As it whirled in place, the two waves crashed into each other in front of the clock. Then they both receded for a moment, the force of their impact reversing their directions.
Seeing their chance, Alice threw off the brakes and thrust the Chronosphere forward, straight toward the clock.
Boom! The clock exploded as the Chronosphere crashed through it and plummeted into the dark space beyond, rust pouring through the gap behind it.
Alice spotted in the distance and coaxed more speed from the Chronosphere. Almost there, she thought. She aimed for a stained glass window, and with a crash, bang, boom, the Chronosphere smashed through it and bounced along the f?loor of the Grand Clock’s chamber.
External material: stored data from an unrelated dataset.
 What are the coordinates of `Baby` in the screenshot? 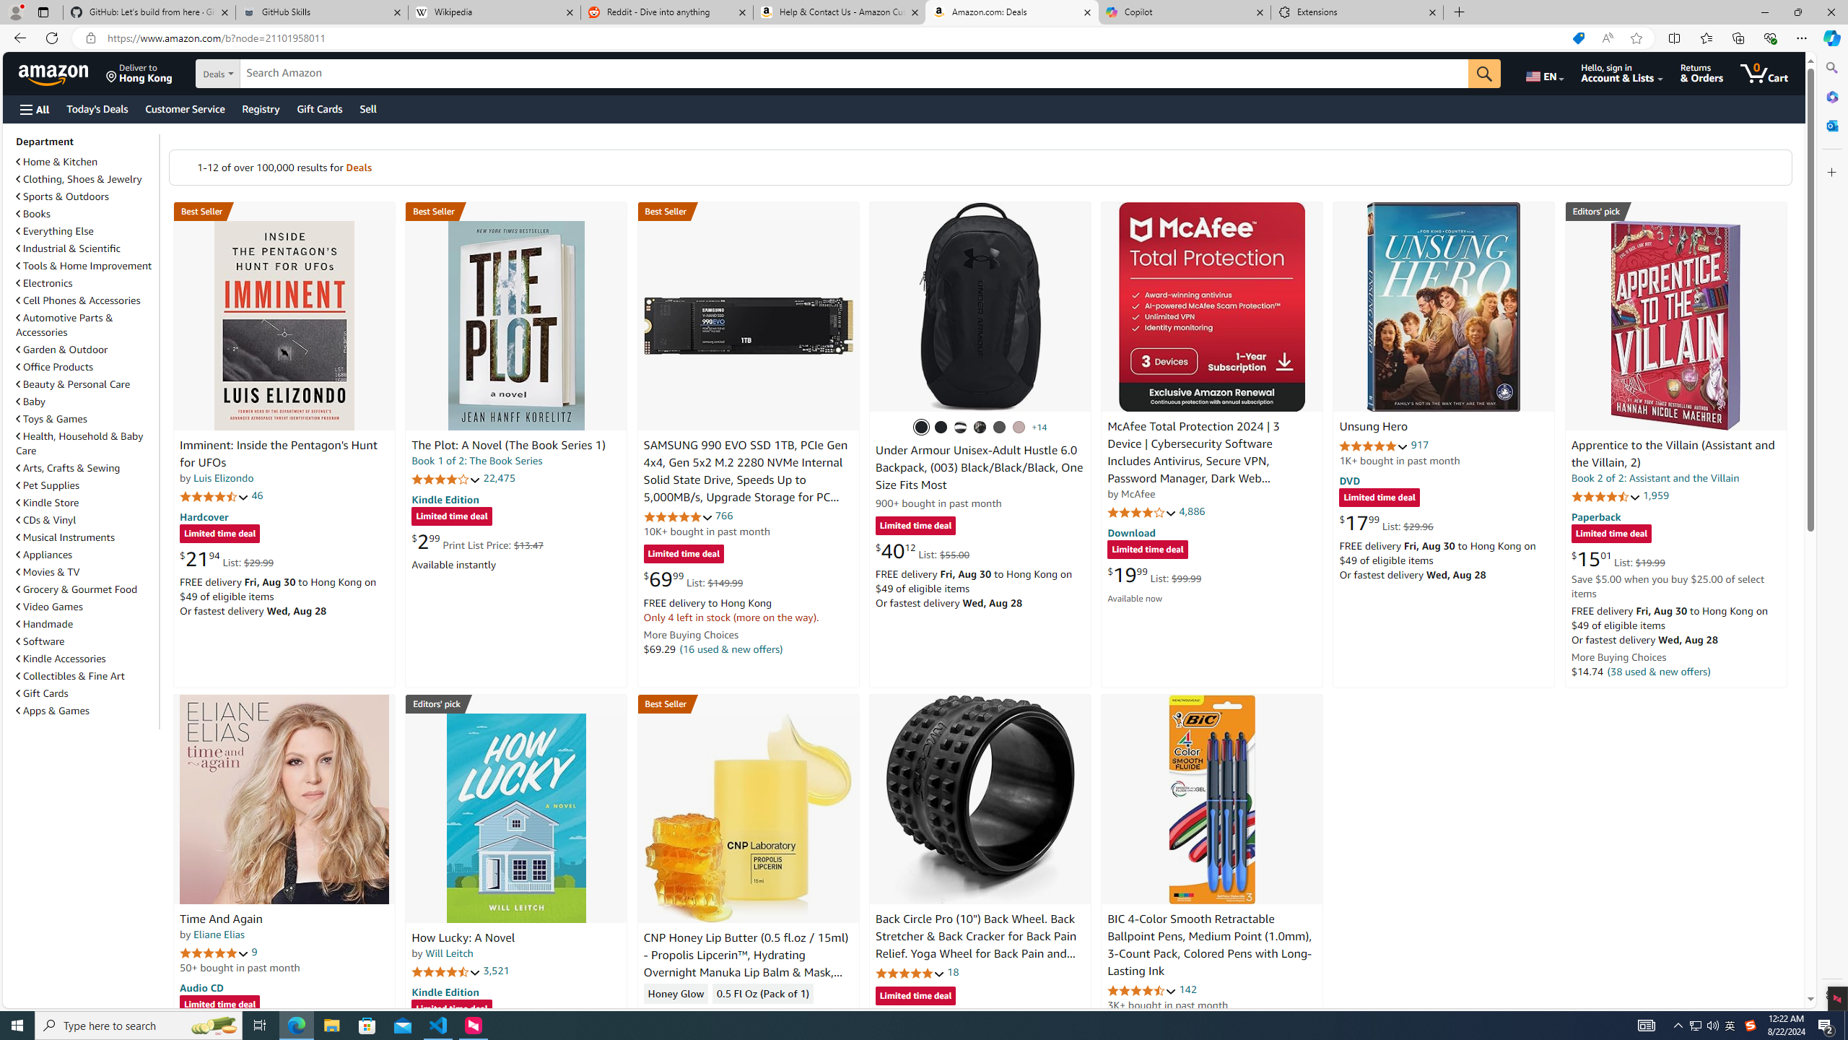 It's located at (32, 401). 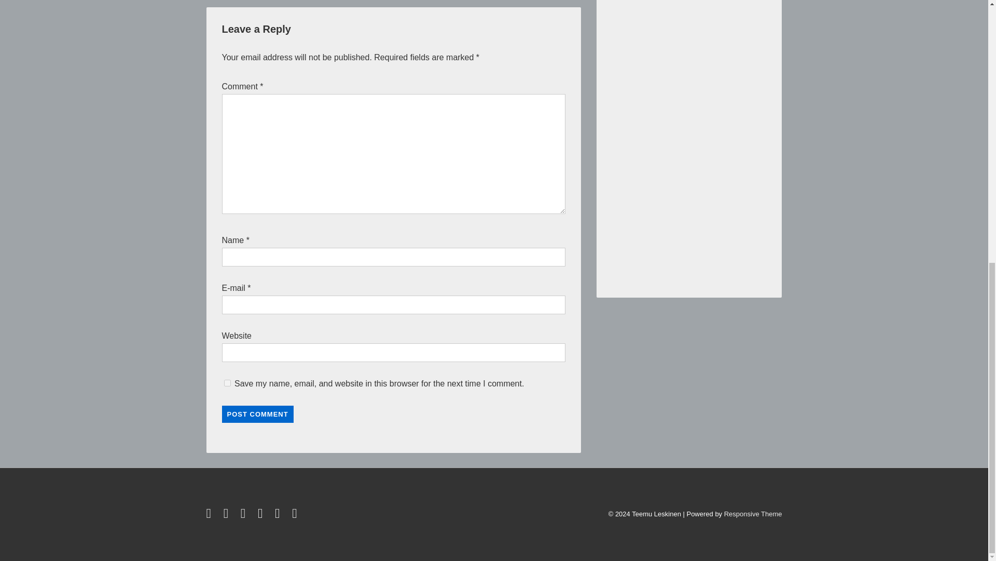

F?inally knocking into a pillar, the Chronosphere spun to a stop, spitting everyone out, as though it couldn’t handle holding them any longer. Time went f?lying and Iracebeth’s metal frame clanked against the f?loor. Alice staggered to her feet and snatched up the shrinking Chronosphere. With no time to waste, she raced along the f?loor toward the center of the Grand Clock, her friends just behind her. Close on their heels, waves of liquid rust crashed into the room from all sides, pouring toward the Grand Clock.
Alice led the charge, with Time, Hatter, and Mirana running behind her, dodging around unrecognizable stalagmites and lumps. With a grimace, Alice realized some of them were the struggling, rust-decayed forms of Seconds, Minutes, and Hours. Closer to the center, they passed by Wilkins, his body cemented to the ground with rust.
“We did our best, sir,” Wilkins said as Time drew near.
Time saluted him but kept running. Now waves of rust lapped at the group’s feet. Mirana fell f?irst; then Wilkins was washed over. Encircling Hatter’s legs, the rust began to climb upward.
“Alice,” Hatter said, his voice carrying a mixture of sadness and hope.
Alice wouldn’t stop, couldn’t stop. Everything depended on her.
She hopped through the Grand Clock, whose pieces were barely moving now. The gears were almost stationary and the hammers creaked up and down at a snail’s pace.
A few steps behind her, Time cried out as the wave of rust caught up to him. He sank to his knees, then crumpled under its weight.
It was the end of Time.
The hammer above Alice froze as the Grand Clock gave out. Stepping into the gap at the center of the clock, Alice felt something wrap around her ankles. The odd sensation moved up her legs, encasing her in a gritty metal powder.
As her waist became constricted, she stretched up, focusing her eyes on the center of the clock.
Rust raced up her outstretched arm. With one f?inal push, her f?ingers slammed the Chronosphere into place, then froze a hairsbreadth away.
Underland lay silent and motionless under a blanket of rust.
Not a puff of breath or a beating heart could be heard.
There could be no world without Time.